Whole-genome sequencing has become the go-to pathogen subtyping tool for food safety labs, but targeted NGS reduces turnaround time and cost because only specific gene regions need to be looked at and not the entire genome, according to Ghorashi.
Ghorashi told Food Dive that NGS shortens the turnaround time to within 24 hours or less. He also said trials with food manufacturers providing side-by-side evaluations of Clear Safety and older testing platforms showed it "dramatically outperformed" the others as far as accuracy and differentiating between false negatives and false positive results.
"With false negatives, you think the sample is clean and you ship and actually end up with a recall," he said. "A false positive means you think there’s something there when it’s actually clean, so [a company may be] holding millions of dollars in inventory and waiting days or weeks before they can ship, which is a tremendous expense."
Ghorashi said federal agencies have shown interest in buying the company's testing technology, which he called a unique platform and "a powerful tool for government." He said NGS can screen broadly — looking for traits and characteristics across the genome at the same time — as well as deeply — serotyping to identify the kind of salmonella, E. coli or listeria that might be present and getting down to strain level without doing whole-genome fingerprinting.
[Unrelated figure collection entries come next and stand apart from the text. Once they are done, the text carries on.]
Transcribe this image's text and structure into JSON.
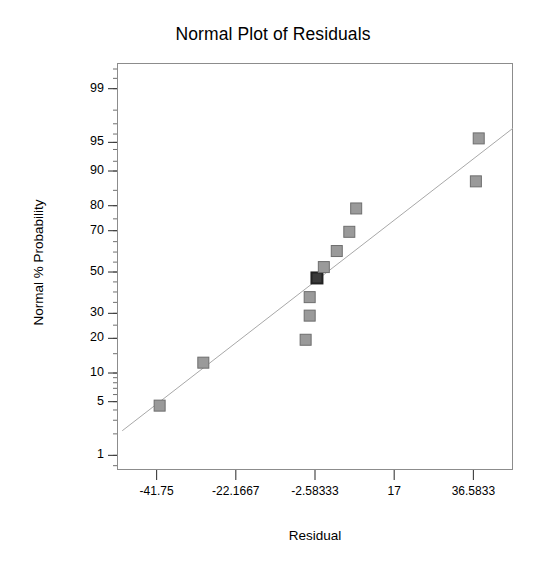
{
  "chart_data": {
    "type": "scatter",
    "title": "Normal Plot of Residuals",
    "xlabel": "Residual",
    "ylabel": "Normal % Probability",
    "grid": false,
    "legend": null,
    "x_scale": "linear",
    "y_scale": "normal-probability",
    "xlim": [
      -51.5445,
      46.3778
    ],
    "ylim": [
      0.6,
      99.6
    ],
    "x_tick_labels": [
      "-41.75",
      "-22.1667",
      "-2.58333",
      "17",
      "36.5833"
    ],
    "x_tick_values": [
      -41.75,
      -22.1667,
      -2.58333,
      17,
      36.5833
    ],
    "y_tick_labels": [
      "99",
      "95",
      "90",
      "80",
      "70",
      "50",
      "30",
      "20",
      "10",
      "5",
      "1"
    ],
    "y_tick_values": [
      99,
      95,
      90,
      80,
      70,
      50,
      30,
      20,
      10,
      5,
      1
    ],
    "points": [
      {
        "x": -41.0,
        "y": 4.5,
        "overlap": false
      },
      {
        "x": -30.2,
        "y": 12.5,
        "overlap": false
      },
      {
        "x": -4.9,
        "y": 19.5,
        "overlap": false
      },
      {
        "x": -3.9,
        "y": 29.0,
        "overlap": false
      },
      {
        "x": -3.9,
        "y": 37.5,
        "overlap": false
      },
      {
        "x": -2.1,
        "y": 47.0,
        "overlap": true
      },
      {
        "x": -0.4,
        "y": 52.5,
        "overlap": false
      },
      {
        "x": 2.8,
        "y": 60.5,
        "overlap": false
      },
      {
        "x": 5.9,
        "y": 69.5,
        "overlap": false
      },
      {
        "x": 7.6,
        "y": 79.0,
        "overlap": false
      },
      {
        "x": 37.2,
        "y": 87.5,
        "overlap": false
      },
      {
        "x": 37.9,
        "y": 95.5,
        "overlap": false
      }
    ],
    "reference_line": {
      "name": "normal-reference-line",
      "x_start": -50.25,
      "y_start": 2.2,
      "x_end": 46.3778,
      "y_end": 96.6
    },
    "marker": {
      "shape": "square",
      "size_px": 11,
      "fill_color": "#9a9a9a",
      "edge_color": "#6e6e6e",
      "overlap_fill_color": "#3a3a3a"
    },
    "colors": {
      "frame": "#8c8c8c",
      "line": "#a8a8a8",
      "text": "#000000",
      "background": "#ffffff"
    }
  },
  "figure": {
    "title": "Normal Plot of Residuals",
    "x_axis_title": "Residual",
    "y_axis_title": "Normal % Probability"
  }
}
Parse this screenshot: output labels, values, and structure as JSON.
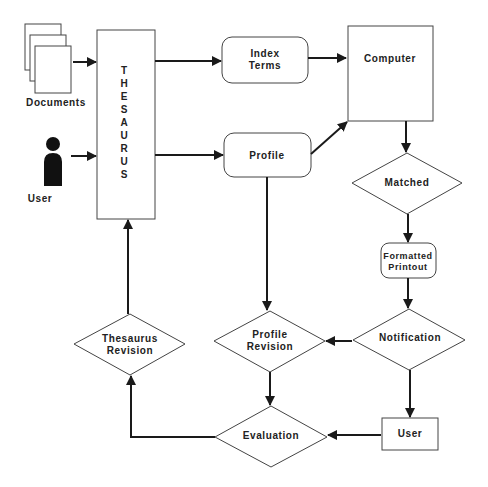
{
  "diagram": {
    "nodes": {
      "documents": {
        "label": "Documents",
        "shape": "document-stack-icon"
      },
      "user_input": {
        "label": "User",
        "shape": "person-icon"
      },
      "thesaurus": {
        "label": "THESAURUS",
        "letters": [
          "T",
          "H",
          "E",
          "S",
          "A",
          "U",
          "R",
          "U",
          "S"
        ],
        "shape": "rectangle"
      },
      "index_terms": {
        "label_lines": [
          "Index",
          "Terms"
        ],
        "shape": "rounded-rectangle"
      },
      "profile": {
        "label": "Profile",
        "shape": "rounded-rectangle"
      },
      "computer": {
        "label": "Computer",
        "shape": "rectangle"
      },
      "matched": {
        "label": "Matched",
        "shape": "diamond"
      },
      "formatted_printout": {
        "label_lines": [
          "Formatted",
          "Printout"
        ],
        "shape": "rounded-rectangle"
      },
      "notification": {
        "label": "Notification",
        "shape": "diamond"
      },
      "profile_revision": {
        "label_lines": [
          "Profile",
          "Revision"
        ],
        "shape": "diamond"
      },
      "thesaurus_revision": {
        "label_lines": [
          "Thesaurus",
          "Revision"
        ],
        "shape": "diamond"
      },
      "evaluation": {
        "label": "Evaluation",
        "shape": "diamond"
      },
      "user_output": {
        "label": "User",
        "shape": "rectangle"
      }
    },
    "edges": [
      {
        "from": "documents",
        "to": "thesaurus"
      },
      {
        "from": "user_input",
        "to": "thesaurus"
      },
      {
        "from": "thesaurus",
        "to": "index_terms"
      },
      {
        "from": "thesaurus",
        "to": "profile"
      },
      {
        "from": "index_terms",
        "to": "computer"
      },
      {
        "from": "profile",
        "to": "computer"
      },
      {
        "from": "profile",
        "to": "profile_revision"
      },
      {
        "from": "computer",
        "to": "matched"
      },
      {
        "from": "matched",
        "to": "formatted_printout"
      },
      {
        "from": "formatted_printout",
        "to": "notification"
      },
      {
        "from": "notification",
        "to": "profile_revision"
      },
      {
        "from": "notification",
        "to": "user_output"
      },
      {
        "from": "user_output",
        "to": "evaluation"
      },
      {
        "from": "profile_revision",
        "to": "evaluation"
      },
      {
        "from": "evaluation",
        "to": "thesaurus_revision"
      },
      {
        "from": "thesaurus_revision",
        "to": "thesaurus"
      }
    ]
  }
}
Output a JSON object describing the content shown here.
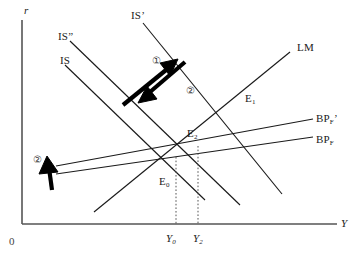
{
  "figure": {
    "type": "economics-diagram",
    "model": "IS-LM-BP open economy adjustment",
    "background_color": "#ffffff",
    "line_color": "#1a1a1a",
    "arrow_color": "#000000"
  },
  "axes": {
    "y_axis_label": "r",
    "x_axis_label": "Y",
    "origin_label": "0",
    "axis_color": "#555555"
  },
  "curves": [
    {
      "id": "IS",
      "label": "IS",
      "label_x": 60,
      "label_y": 55,
      "x1": 65,
      "y1": 65,
      "x2": 205,
      "y2": 200
    },
    {
      "id": "ISpp",
      "label": "IS”",
      "label_x": 58,
      "label_y": 31,
      "x1": 70,
      "y1": 41,
      "x2": 240,
      "y2": 205
    },
    {
      "id": "ISp",
      "label": "IS’",
      "label_x": 131,
      "label_y": 10,
      "x1": 143,
      "y1": 23,
      "x2": 282,
      "y2": 194
    },
    {
      "id": "LM",
      "label": "LM",
      "label_x": 297,
      "label_y": 42,
      "x1": 94,
      "y1": 212,
      "x2": 290,
      "y2": 52
    },
    {
      "id": "BPF",
      "label": "BP",
      "sublabel": "F",
      "prime": "",
      "label_x": 316,
      "label_y": 134,
      "x1": 56,
      "y1": 174,
      "x2": 313,
      "y2": 137
    },
    {
      "id": "BPFp",
      "label": "BP",
      "sublabel": "F",
      "prime": "’",
      "label_x": 316,
      "label_y": 113,
      "x1": 56,
      "y1": 166,
      "x2": 313,
      "y2": 119
    }
  ],
  "equilibria": [
    {
      "id": "E0",
      "label": "E",
      "sub": "0",
      "label_x": 159,
      "label_y": 176,
      "x": 176,
      "y": 157
    },
    {
      "id": "E2",
      "label": "E",
      "sub": "2",
      "label_x": 187,
      "label_y": 128,
      "x": 198,
      "y": 146
    },
    {
      "id": "E1",
      "label": "E",
      "sub": "1",
      "label_x": 245,
      "label_y": 93,
      "x": 248,
      "y": 105
    }
  ],
  "x_ticks": [
    {
      "id": "Y0",
      "label": "Y",
      "sub": "0",
      "label_x": 166,
      "label_y": 233,
      "x": 176,
      "y_top": 157,
      "y_bottom": 224
    },
    {
      "id": "Y2",
      "label": "Y",
      "sub": "2",
      "label_x": 193,
      "label_y": 233,
      "x": 198,
      "y_top": 146,
      "y_bottom": 224
    }
  ],
  "annotations": [
    {
      "id": "circ1",
      "label": "①",
      "x": 152,
      "y": 56,
      "note": "shift of IS outward to IS'"
    },
    {
      "id": "circ2_center",
      "label": "②",
      "x": 186,
      "y": 86,
      "note": "partial reversal IS' back to IS”"
    },
    {
      "id": "circ2_left",
      "label": "②",
      "x": 33,
      "y": 155,
      "note": "BP shifts up to BP'"
    }
  ],
  "bold_arrows": [
    {
      "id": "arrow-up-right",
      "direction": "up-right",
      "from_x": 123,
      "from_y": 105,
      "to_x": 175,
      "to_y": 62
    },
    {
      "id": "arrow-down-left",
      "direction": "down-left",
      "from_x": 185,
      "from_y": 62,
      "to_x": 143,
      "to_y": 100
    },
    {
      "id": "arrow-up-left",
      "direction": "up",
      "from_x": 55,
      "from_y": 188,
      "to_x": 48,
      "to_y": 159
    }
  ]
}
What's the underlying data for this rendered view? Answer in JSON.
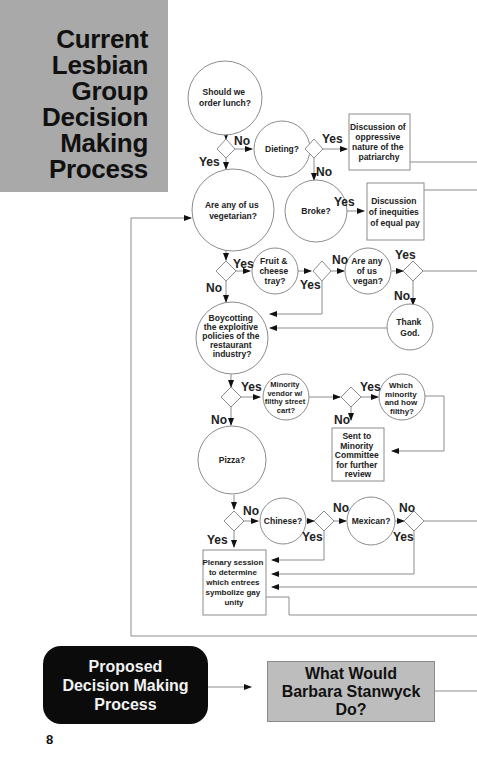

Some of the factors driving today's food testing market include Food Safety Modernization Act regulations, consumer concerns about outbreaks and manufacturers' fear of bad press. Ghorashi said a more complex global supply chain is also driving the business.
"That has put the spotlight on individual companies’ food safety programs — investing in more cutting-age technology, sometimes increasing the scope of testing they’re doing," he said.
A larger number of widespread foodborne outbreaks have renewed the focus on food safety and could be fueling consumer concerns that the food system isn't as safe as it used to be. A case in point was the E. coli outbreak this past spring linked to romaine lettuce from Arizona that sickened 210 people from 36 states, hospitalized 96 and killed five.
However, it's not necessarily because the food supply is less safe. Ghorashi said he believes technological advances play a role in revealing outbreaks.
"I think [so many outbreaks in the news are] largely due to more visibility to the end consumer, the consumer demand for more transparency in terms of where their food came from and what it contains, and also more sophisticated technology that can catch things that might have been missed before," he said.
With testing solutions becoming faster and more advanced, Ghorashi said it's possible there could eventually be an end to foodborne outbreaks as more manufacturers adopt miniaturized, handheld devices and online tools to scan foods at any point in their supply chains and get answers in minutes.
"That will probably move us toward the complete extinction of recalls, but that's probably several years away. I would say five to seven years," he predicted.